We've written before about our belief that the power and capability of technology is growing exponentially. What that means is that we're not seeing a steady, even slope as things progress, but an upward curve. Moore's law is an example of this but it's a wider phenomenon. Just to remind ourselves, Moores law (there are several versions of it - just looking at the same thing from a different angle) says that every eighteen months or so, the density of components on a chip doubles. When you double the density you get four times the number of components in the same space. So, without anything else changing, this is an automatic increase.

Corresponding Advances

Then, when you look at the stuff you need around the chips - communication, software, storage, I/O, you see corresponding advances.

It's not a smooth process; in fact it's pretty jerky, but when you zoom out and look at everything that's happening, you do get a very consistent curve, that's traceable back for a few hundred years: it's just that, back then, the slope was too shallow to be noticeable. Now, it's almost vertical. We're reaching the point where we can't now predict what's going to happen more than a year or so in the future.

Other Developments

Let's step away from this for a moment and look at some more things that have happened over the last year.

Only this month, we've seen the first curved phones. We don't really know what they're for, and, given that there's no obvious demand for them (just like there wasn't an obvious demand for an iPad!) it's at this stage surprising that so much effort has been put into making them.
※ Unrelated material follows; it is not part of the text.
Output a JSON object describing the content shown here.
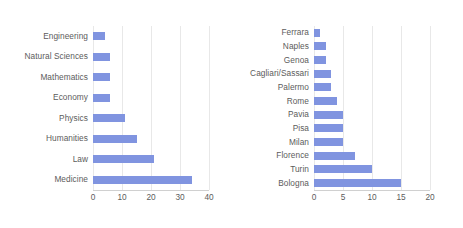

This has happened partly because smartphones are so competitive in the marketplace that anything, anything to distinguish one device from another is probably worth the hundreds of millions it costs to develop it. With curved phones, the effort must have been eye-watering. Making OLED screens bend is the easy part (they're bendy anyway) but what about making a curved battery? And the circuit boards? In fact, the first batteries aren't really curved - they're just long and narrow, so that they'll still fit in a moderately curved body.

We've seen tablets shoot straight through Full HD (The Google Nexus 7 is only £200 and has a full HD screen - on a seven inch tablet!) and one of Amazon's Fire tablets has a higher resolution even than Apple's retina iPad Air. And it's not just a matter of fitting more pixels into a screen: you have to be able to feed each and every one of these with data, so if your screen resolution quadruples, so too must your graphics chip's power.
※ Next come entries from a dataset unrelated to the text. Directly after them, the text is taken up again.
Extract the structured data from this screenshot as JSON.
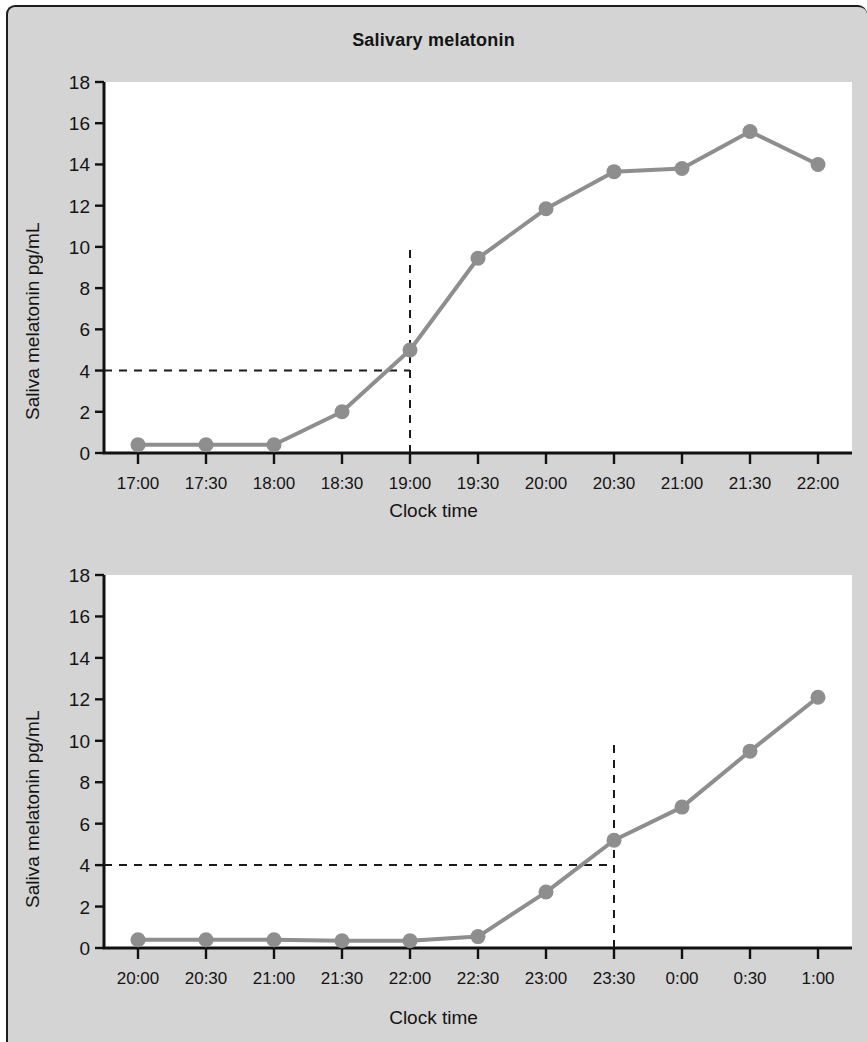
{
  "figure": {
    "title": "Salivary melatonin",
    "background_color": "#d4d4d4",
    "plot_background_color": "#ffffff",
    "series_color": "#8e8e8e",
    "axis_color": "#111111"
  },
  "panels": [
    {
      "id": "panel-top",
      "ylabel": "Saliva melatonin pg/mL",
      "xlabel": "Clock time",
      "yticks": [
        "0",
        "2",
        "4",
        "6",
        "8",
        "10",
        "12",
        "14",
        "16",
        "18"
      ],
      "xticks": [
        "17:00",
        "17:30",
        "18:00",
        "18:30",
        "19:00",
        "19:30",
        "20:00",
        "20:30",
        "21:00",
        "21:30",
        "22:00"
      ],
      "threshold_value": 4,
      "onset_time": "19:00"
    },
    {
      "id": "panel-bottom",
      "ylabel": "Saliva melatonin pg/mL",
      "xlabel": "Clock time",
      "yticks": [
        "0",
        "2",
        "4",
        "6",
        "8",
        "10",
        "12",
        "14",
        "16",
        "18"
      ],
      "xticks": [
        "20:00",
        "20:30",
        "21:00",
        "21:30",
        "22:00",
        "22:30",
        "23:00",
        "23:30",
        "0:00",
        "0:30",
        "1:00"
      ],
      "threshold_value": 4,
      "onset_time": "23:30"
    }
  ],
  "chart_data": [
    {
      "type": "line",
      "title": "Salivary melatonin",
      "panel": "top",
      "xlabel": "Clock time",
      "ylabel": "Saliva melatonin pg/mL",
      "x": [
        "17:00",
        "17:30",
        "18:00",
        "18:30",
        "19:00",
        "19:30",
        "20:00",
        "20:30",
        "21:00",
        "21:30",
        "22:00"
      ],
      "values": [
        0.4,
        0.4,
        0.4,
        2.0,
        5.0,
        9.45,
        11.85,
        13.65,
        13.8,
        15.6,
        14.0
      ],
      "ylim": [
        0,
        18
      ],
      "ytick_values": [
        0,
        2,
        4,
        6,
        8,
        10,
        12,
        14,
        16,
        18
      ],
      "grid": false,
      "legend": "none",
      "annotations": [
        {
          "kind": "horizontal-dashed-threshold",
          "y": 4,
          "label": "4 pg/mL threshold",
          "extends_to_x": "19:00"
        },
        {
          "kind": "vertical-dashed-onset",
          "x": "19:00",
          "label": "melatonin onset",
          "from_y": 0,
          "to_y": 10
        }
      ]
    },
    {
      "type": "line",
      "title": "Salivary melatonin",
      "panel": "bottom",
      "xlabel": "Clock time",
      "ylabel": "Saliva melatonin pg/mL",
      "x": [
        "20:00",
        "20:30",
        "21:00",
        "21:30",
        "22:00",
        "22:30",
        "23:00",
        "23:30",
        "0:00",
        "0:30",
        "1:00"
      ],
      "values": [
        0.4,
        0.4,
        0.4,
        0.35,
        0.35,
        0.55,
        2.7,
        5.2,
        6.8,
        9.5,
        12.1
      ],
      "ylim": [
        0,
        18
      ],
      "ytick_values": [
        0,
        2,
        4,
        6,
        8,
        10,
        12,
        14,
        16,
        18
      ],
      "grid": false,
      "legend": "none",
      "annotations": [
        {
          "kind": "horizontal-dashed-threshold",
          "y": 4,
          "label": "4 pg/mL threshold",
          "extends_to_x": "23:30"
        },
        {
          "kind": "vertical-dashed-onset",
          "x": "23:30",
          "label": "melatonin onset",
          "from_y": 0,
          "to_y": 10
        }
      ]
    }
  ]
}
Elsewhere, we've seen video drones that can automatically organise themselves to map large, complex 3D objects like mountains (and probably the inside of people's houses too, through the windows) and the art of real-time video stitching means that it won't be long before we have 360 degree coverage of sports matches that viewers can pan around.

And in high street shops, you can buy 4K televisions alongside the more usual HD ones.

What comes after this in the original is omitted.